One of my goals in life is to get out of the corporate environment and and run a small company. It's no surprise that at various points throughout the last year, I worked on Remarkable Umbrella with Tony. Recently, I have become revitalized by the idea of it and have begun to put more effort into trying to make it a reality.This came to a head last night, after basically stomping around and being angry the whole evening due to other factors. Moriah and I talked it out and came to the conclusion that it would be best if I pushed ahead with some new ideas and reserved a couple nights a week to work on them.
So from this point forward, Tuesdays and Thursdays will be "work" nights during the week and I will be devoting most of my Sundays to it as well.
I think this will definitely help me focus on what's important and provide a sense of fulfillment in my life that I lack right now. Even if it flops hard, I still think the effort will be worth it.
October 4, 2005
[Daniel] Recipes
Finally, after almost a year since I first promised it, we have put up Moriah's recipes. Moriah did the background herself and entered recipes on her own.
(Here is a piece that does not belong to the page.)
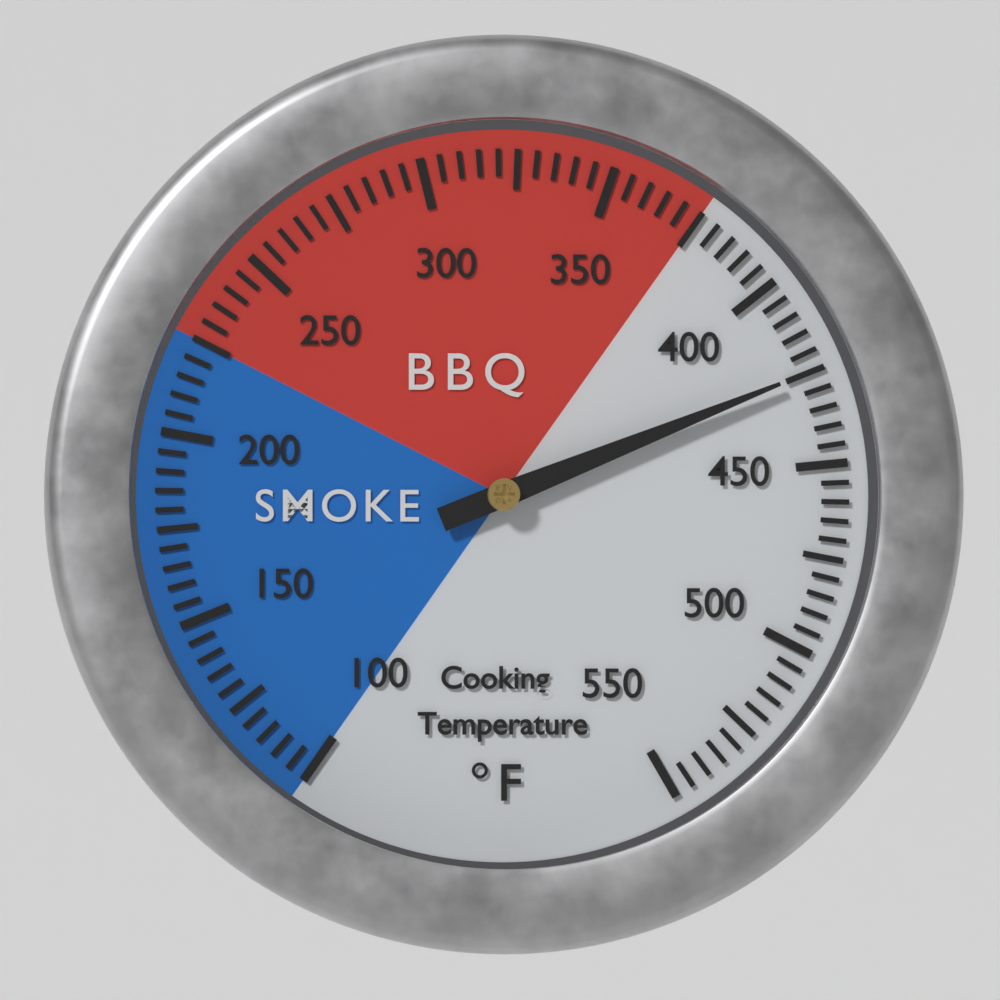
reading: 425 °F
I wrote the code over a full year ago and gave it as a present to Moriah. It was the first thing I did in PHP, so looking at the code is painful. However, it seems to have served Moriah well, especially in the last couple weeks, so we're putting it up for everyone's use. More recipes are sure to come in the future. This is only the beginning. Enjoy!
October 3, 2005
[Daniel] Web 2.0
In addition to learning Subversion and pushing forward my PHP skills, I've been investigating more Ajax / Web 2.0 technologies. Most of it is a lot of hype over very little, over things that should have been done in the first place or shouldn't be done at all. The basic premise to create a highly interactive web site using standards and open APIs to create great user experiences. If that sentence wasn't buzzword-compliant, I don't know what would be (I suppose I could've added "a 30,000 ft, bird's-eye view of an outside-the-box paradigm...").Google Maps was one of the bright early stars in the realm of Web 2.0, coined most prominently by Tim O'Reilly, a purveyor of fine technical books. With its easy draggable maps, the many levels of zoom, the satellite/map/hybrid view and pretty effects, it's the darling of most Web 2.0 aficionados.
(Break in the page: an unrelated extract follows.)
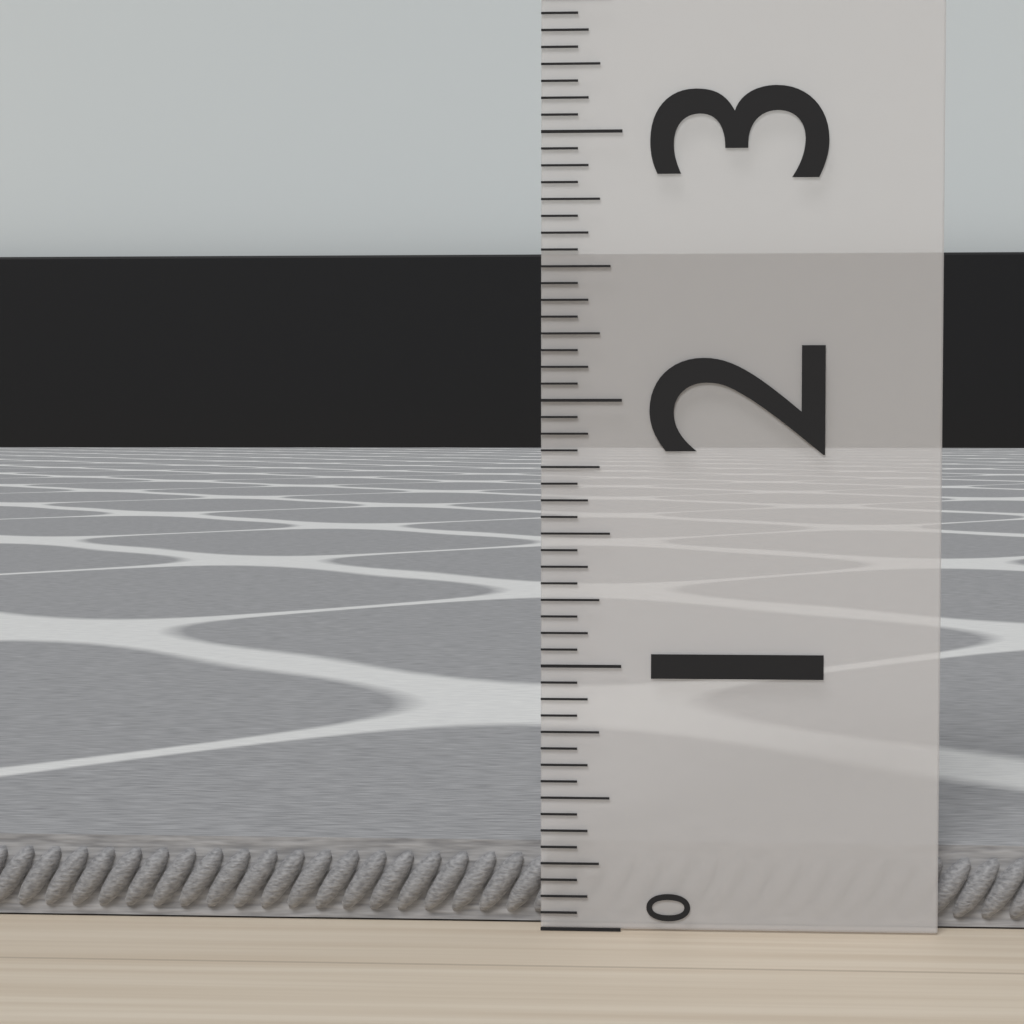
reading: 0.3125 (no unit)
Some other first rate examples include Google Suggest, A9, Flickr, BaseCamp, Ta-Da List, Del.icio.us and many more. Personally, I've used about half of these and have been impressed with what's been done so far.
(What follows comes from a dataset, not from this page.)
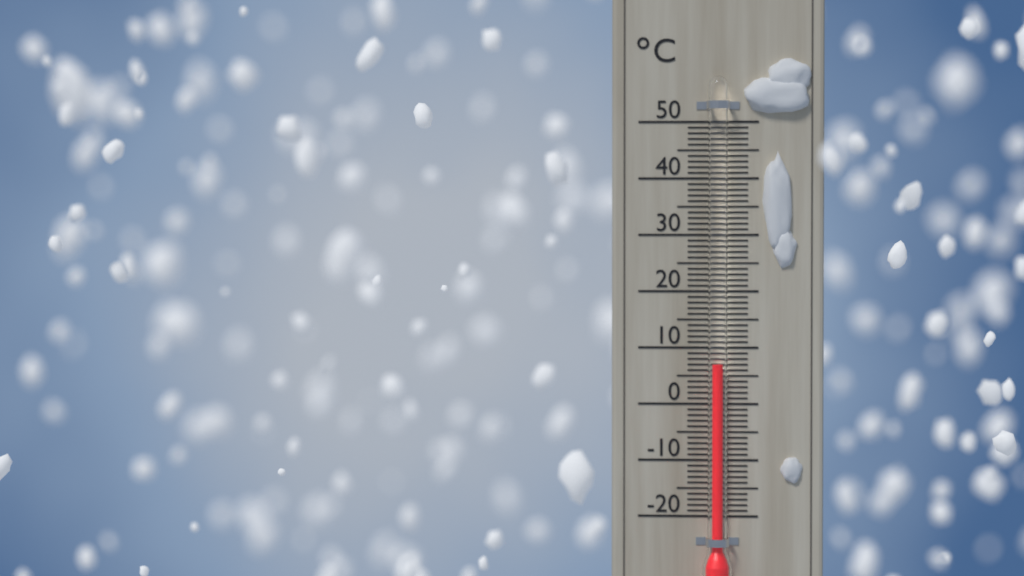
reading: 7 °C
But more services seem to be on their way and some important ones at that. Among the newly announced are Writely, an online word processor, and NumSum, an online spreadsheet application. Some think that the big players, such as Google, Yahoo and Microsoft are preparing their own online versions of Office-style software. If not, I say they are fools not to.
They are foolish because it is definitely a niche market but one that has the potential to expand tremendously if these technologies take off. And there is very little competition currently out there, with only a handful of vaguely comparable sites. Finally, the technologies are quite accessible and all three of the web giants already have a decent investment in them. Further, they all have the infrastructure in place to handle a massively used application, unlike most of the relatively small Web 2.0 apps I mentioned above.
The next several years will hold many interesting things on this front and I, for one, welcome it. The web is first starting to grow up and as bandwidth costs go down, we will only see more. Here's hoping I can be part of that.
[Daniel] Missed!
Sadly, I broke the streak I was attempting to maintain of posting every day. A weekend trip up to Dallas-Fort Worth to see Mom S. caused me to be away from the computer for a couple days. In addition, I re-sprained my ankle, this time stepping out of their garage and rolling it. Not fun. I'm going to try to be better in the future.